The Wall Street Journal Editorial Board said Thursday that President Donald Trump’s decision to withdraw troops from Germany invites Russian aggression.
WSJ’s editorial board accused Trump in an editorial of weakening America’s military posture by withdrawing approximately 12,000 troops from Germany while receiving nothing in return.
The board said the president seems to be “undermining America’s military position” based on irritation over Germany’s failure to meet NATO obligations.
NATO members agreed in 2014 to raise defense spending to at least 2% of their GDP, NPR reported. In 2019, Germany spent 1.38% of its GDP on defense, according to a German state news outlet.
WSJ compared the move to former President Barack Obama’s troop withdrawals from Germany in 2012 and 2013. A year after this action, Russian President Vladimir Putin authorized an invasion of the Crimean Peninsula in Ukraine, WSJ reported.
Trump’s withdrawal plan could cost between $6 billion and $8 billion, the WSJ reported.
Democrats and Republicans have criticized Trump’s plan, CNN reported Wednesday.
“Champagne must be flowing freely at the Kremlin,” New Jersey Democrat Sen. Robert Menendez said in a statement Wednesday. “On a nearly daily basis, President Trump pays off the debt owed to President Putin who supported his 2016 election.”
Sen. Ben Sasse said the president has a “lack of strategic understanding” of the issue in a statement Wednesday.
“U.S. troops aren’t stationed around the world as traffic cops or welfare caseworkers – they’re restraining the expansionary aims of the world’s worst regimes, chiefly China and Russia,” said the Nebraska Republican.
Wyoming Republican Rep. Liz Cheney called the policy “dangerously misguided” in a June 6 tweet.
“If the United States abandons allies, withdraws our forces, and retreats within our borders, the cause of freedom – on which our nation was founded and our security depends – will be in peril,” the third-highest ranking Republican in the House said.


* _Exercise description_: Without including any picture, transcribe the entries below word for word.

* _Material provided_:
■ ■ ■ ■ ■ ■ ■
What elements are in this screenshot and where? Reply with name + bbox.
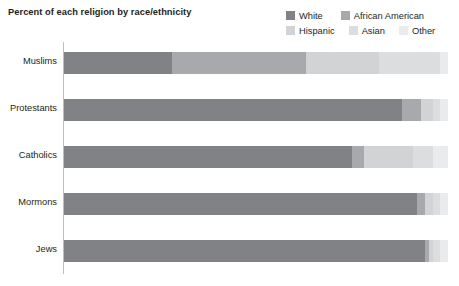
bar-segment-hispanic[interactable] [421, 99, 433, 121]
bar-segment-white[interactable] [64, 193, 417, 215]
bar-segment-hispanic[interactable] [364, 146, 414, 168]
bar-segment-other[interactable] [440, 99, 448, 121]
stacked-bar[interactable] [64, 240, 448, 262]
bar-segment-african-american[interactable] [352, 146, 364, 168]
legend-label-other: Other [412, 26, 435, 36]
legend-swatch-asian-icon [349, 26, 358, 35]
chart-title: Percent of each religion by race/ethnici… [8, 7, 191, 17]
legend-label-asian: Asian [362, 26, 385, 36]
legend-entry-other: Other [399, 26, 435, 36]
bar-segment-asian[interactable] [433, 193, 441, 215]
legend-row-2: Hispanic Asian Other [286, 23, 456, 38]
legend-entry-asian: Asian [349, 26, 385, 36]
stacked-bar[interactable] [64, 99, 448, 121]
bar-segment-african-american[interactable] [402, 99, 421, 121]
legend-entry-african-american: African American [341, 11, 424, 21]
bar-group: Mormons [0, 193, 459, 215]
category-label-catholics: Catholics [19, 150, 57, 160]
bar-segment-other[interactable] [440, 193, 448, 215]
legend-label-white: White [299, 11, 323, 21]
bar-segment-white[interactable] [64, 52, 172, 74]
legend-entry-hispanic: Hispanic [286, 26, 335, 36]
bar-segment-white[interactable] [64, 240, 425, 262]
chart-container: Percent of each religion by race/ethnici… [0, 0, 459, 286]
stacked-bar[interactable] [64, 193, 448, 215]
category-label-jews: Jews [36, 244, 57, 254]
category-label-protestants: Protestants [10, 103, 57, 113]
category-label-mormons: Mormons [18, 197, 57, 207]
stacked-bar[interactable] [64, 52, 448, 74]
bar-group: Muslims [0, 52, 459, 74]
bar-segment-asian[interactable] [379, 52, 440, 74]
bar-segment-asian[interactable] [433, 99, 441, 121]
bar-segment-african-american[interactable] [417, 193, 425, 215]
bar-segment-white[interactable] [64, 146, 352, 168]
stacked-bar[interactable] [64, 146, 448, 168]
bar-group: Catholics [0, 146, 459, 168]
bar-segment-other[interactable] [440, 52, 448, 74]
bar-segment-asian[interactable] [433, 240, 441, 262]
legend-row-1: White African American [286, 8, 456, 23]
bar-group: Protestants [0, 99, 459, 121]
bar-segment-hispanic[interactable] [306, 52, 379, 74]
legend-label-african-american: African American [354, 11, 424, 21]
bar-segment-white[interactable] [64, 99, 402, 121]
bar-segment-hispanic[interactable] [425, 193, 433, 215]
chart-legend: White African American Hispanic Asian Ot… [286, 8, 456, 38]
bar-segment-asian[interactable] [413, 146, 432, 168]
bar-segment-other[interactable] [433, 146, 448, 168]
legend-swatch-white-icon [286, 11, 295, 20]
category-label-muslims: Muslims [23, 56, 57, 66]
legend-label-hispanic: Hispanic [299, 26, 335, 36]
legend-swatch-hispanic-icon [286, 26, 295, 35]
bar-segment-other[interactable] [440, 240, 448, 262]
legend-entry-white: White [286, 11, 323, 21]
legend-swatch-african-american-icon [341, 11, 350, 20]
bar-group: Jews [0, 240, 459, 262]
bar-segment-african-american[interactable] [172, 52, 306, 74]
legend-swatch-other-icon [399, 26, 408, 35]
plot-area: MuslimsProtestantsCatholicsMormonsJews [0, 40, 459, 278]
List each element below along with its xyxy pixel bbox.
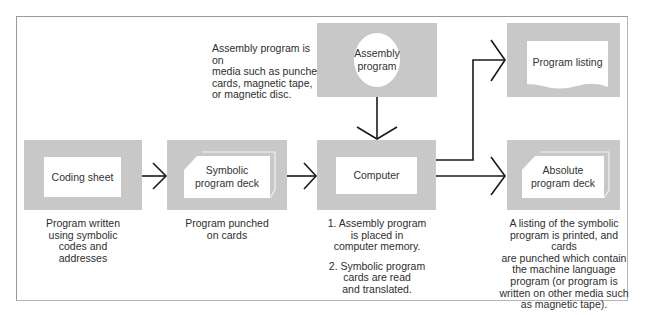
■ ■ ■ ■ ■ ■ ■
* _Problem solution_:
What elements are in this screenshot and where? Reply with name + bbox.
bar-segment-hispanic[interactable] [421, 99, 433, 121]
bar-segment-white[interactable] [64, 193, 417, 215]
bar-segment-hispanic[interactable] [364, 146, 414, 168]
bar-segment-other[interactable] [440, 99, 448, 121]
stacked-bar[interactable] [64, 240, 448, 262]
bar-segment-african-american[interactable] [352, 146, 364, 168]
legend-label-other: Other [412, 26, 435, 36]
legend-swatch-asian-icon [349, 26, 358, 35]
chart-title: Percent of each religion by race/ethnici… [8, 7, 191, 17]
legend-label-asian: Asian [362, 26, 385, 36]
legend-entry-other: Other [399, 26, 435, 36]
bar-segment-asian[interactable] [433, 193, 441, 215]
legend-row-2: Hispanic Asian Other [286, 23, 456, 38]
legend-entry-asian: Asian [349, 26, 385, 36]
stacked-bar[interactable] [64, 99, 448, 121]
bar-segment-african-american[interactable] [402, 99, 421, 121]
legend-entry-african-american: African American [341, 11, 424, 21]
bar-group: Mormons [0, 193, 459, 215]
category-label-catholics: Catholics [19, 150, 57, 160]
bar-segment-other[interactable] [440, 193, 448, 215]
legend-label-white: White [299, 11, 323, 21]
bar-segment-white[interactable] [64, 52, 172, 74]
legend-entry-hispanic: Hispanic [286, 26, 335, 36]
bar-segment-white[interactable] [64, 240, 425, 262]
chart-container: Percent of each religion by race/ethnici… [0, 0, 459, 286]
stacked-bar[interactable] [64, 193, 448, 215]
category-label-jews: Jews [36, 244, 57, 254]
category-label-protestants: Protestants [10, 103, 57, 113]
category-label-mormons: Mormons [18, 197, 57, 207]
stacked-bar[interactable] [64, 52, 448, 74]
bar-group: Muslims [0, 52, 459, 74]
bar-segment-asian[interactable] [379, 52, 440, 74]
bar-segment-asian[interactable] [433, 99, 441, 121]
bar-segment-african-american[interactable] [417, 193, 425, 215]
bar-segment-white[interactable] [64, 146, 352, 168]
stacked-bar[interactable] [64, 146, 448, 168]
bar-group: Catholics [0, 146, 459, 168]
bar-segment-other[interactable] [440, 52, 448, 74]
bar-segment-asian[interactable] [433, 240, 441, 262]
legend-row-1: White African American [286, 8, 456, 23]
bar-group: Protestants [0, 99, 459, 121]
bar-segment-hispanic[interactable] [306, 52, 379, 74]
legend-label-african-american: African American [354, 11, 424, 21]
bar-segment-white[interactable] [64, 99, 402, 121]
bar-segment-hispanic[interactable] [425, 193, 433, 215]
chart-legend: White African American Hispanic Asian Ot… [286, 8, 456, 38]
bar-segment-asian[interactable] [413, 146, 432, 168]
bar-segment-other[interactable] [433, 146, 448, 168]
legend-swatch-white-icon [286, 11, 295, 20]
category-label-muslims: Muslims [23, 56, 57, 66]
legend-label-hispanic: Hispanic [299, 26, 335, 36]
legend-swatch-hispanic-icon [286, 26, 295, 35]
bar-segment-other[interactable] [440, 240, 448, 262]
legend-entry-white: White [286, 11, 323, 21]
legend-swatch-african-american-icon [341, 11, 350, 20]
bar-group: Jews [0, 240, 459, 262]
bar-segment-african-american[interactable] [172, 52, 306, 74]
legend-swatch-other-icon [399, 26, 408, 35]
plot-area: MuslimsProtestantsCatholicsMormonsJews [0, 40, 459, 278]
List each element below along with its xyxy pixel bbox.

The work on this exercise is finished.